Read more on The College Fix.

The largest association of physicians in the U.S. is limiting some of its scholarships to only students of certain racial groups, drawing criticism from a healthcare researcher.

The American Medical Association (AMA) is currently offering 14 scholarships under its “Physicians of Tomorrow” program. The program gives $10,000 in tuition assistance scholarships to medical students entering their final year of schooling and targets “a variety of focus areas, including serving those underrepresented in medicine.”

Read more on The National Desk.

The organization has launched a diversity, equity, and inclusion tool kit to ‘help’ doctors, advocating principles that have no place in medicine.

America’s surgeons are not woke enough, according to the American College of Surgeons (ACS). Such is the message of the leadership to fellows of the ACS. In a previous column on this site, I described how the ACS doubled down on anti-racism and DEI at its annual Clinical Congress in Boston this October with courses in its educational program for surgeons. To underscore its ongoing commitment to anti-racism and DEI, the ACS just launched its DEI Toolkit and continues to promote this ideology as though its life depended on it.

To say this is puzzling is an understatement, especially given recent trends. Diversity, equity, and inclusion departments throughout the country are being shut down, DEI administrators are being handed their walking papers, and the ideologies of anti-racism and DEI are being increasingly recognized for their illiberal, divisive, and fraudulent nature. Take anti-racism. Even Ibram X. Kendi, who coined the term, is incapable of defining this in a coherent manner. When asked to define anti-racism, he offered: “Antiracism is a collection of antiracist policies leading to racial equity that are substantiated by antiracist ideas.” This is a classic circular argument that no critically thinking person would accept.

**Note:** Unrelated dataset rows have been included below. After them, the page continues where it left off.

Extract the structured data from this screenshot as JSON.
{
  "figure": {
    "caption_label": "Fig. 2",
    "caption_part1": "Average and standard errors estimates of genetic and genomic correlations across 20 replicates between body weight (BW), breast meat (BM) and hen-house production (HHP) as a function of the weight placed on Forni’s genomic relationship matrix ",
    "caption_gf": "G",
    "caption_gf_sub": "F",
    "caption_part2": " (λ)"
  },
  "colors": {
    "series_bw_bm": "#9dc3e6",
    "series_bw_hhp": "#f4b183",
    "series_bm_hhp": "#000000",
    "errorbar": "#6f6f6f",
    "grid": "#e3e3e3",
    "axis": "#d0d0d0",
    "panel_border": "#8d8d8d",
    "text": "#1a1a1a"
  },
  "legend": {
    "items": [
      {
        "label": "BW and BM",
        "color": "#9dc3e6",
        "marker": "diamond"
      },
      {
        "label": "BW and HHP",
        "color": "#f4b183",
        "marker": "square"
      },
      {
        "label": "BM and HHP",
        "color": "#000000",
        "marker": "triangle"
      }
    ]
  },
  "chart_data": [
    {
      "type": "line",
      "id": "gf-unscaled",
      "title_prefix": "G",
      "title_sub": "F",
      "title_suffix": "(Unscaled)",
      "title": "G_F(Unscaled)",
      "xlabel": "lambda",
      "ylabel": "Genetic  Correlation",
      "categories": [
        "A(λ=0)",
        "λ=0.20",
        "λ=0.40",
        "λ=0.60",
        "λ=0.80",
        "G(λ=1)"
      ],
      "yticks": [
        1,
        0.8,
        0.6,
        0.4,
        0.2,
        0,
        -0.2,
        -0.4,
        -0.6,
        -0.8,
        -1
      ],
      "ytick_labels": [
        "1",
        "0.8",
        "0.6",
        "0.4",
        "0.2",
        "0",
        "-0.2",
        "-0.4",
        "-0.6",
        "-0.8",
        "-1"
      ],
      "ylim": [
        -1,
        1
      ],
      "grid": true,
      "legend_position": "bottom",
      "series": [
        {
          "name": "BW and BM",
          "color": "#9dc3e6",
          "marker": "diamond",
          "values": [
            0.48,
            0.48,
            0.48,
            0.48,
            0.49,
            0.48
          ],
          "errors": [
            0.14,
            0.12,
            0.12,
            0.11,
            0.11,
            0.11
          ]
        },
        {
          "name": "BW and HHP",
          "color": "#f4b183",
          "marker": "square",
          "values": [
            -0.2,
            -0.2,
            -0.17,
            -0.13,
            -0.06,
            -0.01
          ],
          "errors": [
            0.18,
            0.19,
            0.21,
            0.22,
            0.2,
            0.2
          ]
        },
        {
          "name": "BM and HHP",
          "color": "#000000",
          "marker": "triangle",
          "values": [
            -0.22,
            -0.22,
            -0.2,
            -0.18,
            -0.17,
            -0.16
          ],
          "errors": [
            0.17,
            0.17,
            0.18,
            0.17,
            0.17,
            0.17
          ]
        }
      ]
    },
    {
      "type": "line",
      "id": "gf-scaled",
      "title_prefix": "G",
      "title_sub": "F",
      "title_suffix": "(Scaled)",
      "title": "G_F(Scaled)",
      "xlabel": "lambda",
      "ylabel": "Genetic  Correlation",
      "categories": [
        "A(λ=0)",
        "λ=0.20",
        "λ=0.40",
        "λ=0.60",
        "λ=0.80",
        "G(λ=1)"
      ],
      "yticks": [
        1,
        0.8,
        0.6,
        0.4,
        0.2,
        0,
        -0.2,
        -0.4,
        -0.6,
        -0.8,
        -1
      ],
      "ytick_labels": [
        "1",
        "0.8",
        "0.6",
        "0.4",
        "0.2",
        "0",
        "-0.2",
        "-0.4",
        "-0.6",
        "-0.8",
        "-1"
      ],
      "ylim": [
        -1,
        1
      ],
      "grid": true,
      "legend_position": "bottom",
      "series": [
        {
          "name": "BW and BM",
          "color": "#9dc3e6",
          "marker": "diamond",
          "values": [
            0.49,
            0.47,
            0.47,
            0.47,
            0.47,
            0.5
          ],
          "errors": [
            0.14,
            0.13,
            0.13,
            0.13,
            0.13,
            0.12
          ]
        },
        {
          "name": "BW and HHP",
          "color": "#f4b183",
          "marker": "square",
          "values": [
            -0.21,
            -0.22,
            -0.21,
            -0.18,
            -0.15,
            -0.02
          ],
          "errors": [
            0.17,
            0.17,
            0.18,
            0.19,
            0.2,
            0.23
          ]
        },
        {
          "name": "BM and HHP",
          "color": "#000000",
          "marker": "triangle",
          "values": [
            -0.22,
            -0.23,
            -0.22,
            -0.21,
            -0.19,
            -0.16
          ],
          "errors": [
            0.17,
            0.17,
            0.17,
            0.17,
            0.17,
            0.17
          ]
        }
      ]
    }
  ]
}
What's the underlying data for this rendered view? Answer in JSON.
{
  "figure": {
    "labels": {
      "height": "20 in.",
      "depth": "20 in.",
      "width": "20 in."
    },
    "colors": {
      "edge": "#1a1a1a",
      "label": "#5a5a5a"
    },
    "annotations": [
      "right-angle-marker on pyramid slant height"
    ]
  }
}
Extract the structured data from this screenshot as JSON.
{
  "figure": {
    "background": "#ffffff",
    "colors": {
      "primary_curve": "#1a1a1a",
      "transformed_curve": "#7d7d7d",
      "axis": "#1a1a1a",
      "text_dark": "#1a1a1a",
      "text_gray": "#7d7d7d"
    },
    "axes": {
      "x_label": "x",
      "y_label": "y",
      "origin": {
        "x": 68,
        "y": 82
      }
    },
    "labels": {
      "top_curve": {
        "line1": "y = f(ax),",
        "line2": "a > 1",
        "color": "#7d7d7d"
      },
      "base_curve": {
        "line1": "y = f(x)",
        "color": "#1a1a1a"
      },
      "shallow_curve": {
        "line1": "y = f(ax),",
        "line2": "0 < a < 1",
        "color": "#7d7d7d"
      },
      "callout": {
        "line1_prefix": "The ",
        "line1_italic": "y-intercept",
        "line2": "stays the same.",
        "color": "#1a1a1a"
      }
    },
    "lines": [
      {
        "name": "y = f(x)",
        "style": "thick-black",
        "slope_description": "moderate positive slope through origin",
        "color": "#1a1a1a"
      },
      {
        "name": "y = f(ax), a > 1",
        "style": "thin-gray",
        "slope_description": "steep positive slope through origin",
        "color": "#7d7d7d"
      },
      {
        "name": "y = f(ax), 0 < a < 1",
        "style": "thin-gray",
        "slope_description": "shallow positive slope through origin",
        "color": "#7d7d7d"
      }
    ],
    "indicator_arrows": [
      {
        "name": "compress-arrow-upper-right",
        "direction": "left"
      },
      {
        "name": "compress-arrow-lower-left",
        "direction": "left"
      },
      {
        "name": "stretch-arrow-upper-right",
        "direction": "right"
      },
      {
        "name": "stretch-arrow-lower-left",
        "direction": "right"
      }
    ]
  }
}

Read more at the National Review.

A surgeon blasted a top medical organization for doubling down on its antiracist initiatives at a time when many corporations and organizations are distancing themselves from these controversial principles.

“America’s surgeons are not woke enough, according to the American College of Surgeons (ACS),” Dr. Richard Bosshardt penned in his column for National Review this week. 

The largest surgical organization in the country recently launched a Diversity, Equity and Inclusion toolkit for providers. In an announcement earlier this month, the ACS touted the materials would “provide a blueprint for implementing equitable practices” in medicine.

Read more on Fox News.

While Harvard University, the University of Pennsylvania (UPenn) and the Massachusetts Institute of Technology (MIT) are under investigation by the Biden administration following a rise in antisemitic incidents at the universities, it’s unlikely they’ll face any serious consequences, experts told the Daily Caller News Foundation.

Following several high-profile instances of antisemitism on campuses, the Department of Education’s (ED) Office of Civil Rights (OCR) opened investigations into HarvardUPenn and MIT; the investigations followed a hearing in which the presidents of each university refused to say if calling for the genocide of Jews violated their universities’ codes of conduct. Though the Biden administration is looking into these private colleges, as well as many public universities, it’s doubtful the schools will face consequences such as a loss of federal funding, experts told the DCNF.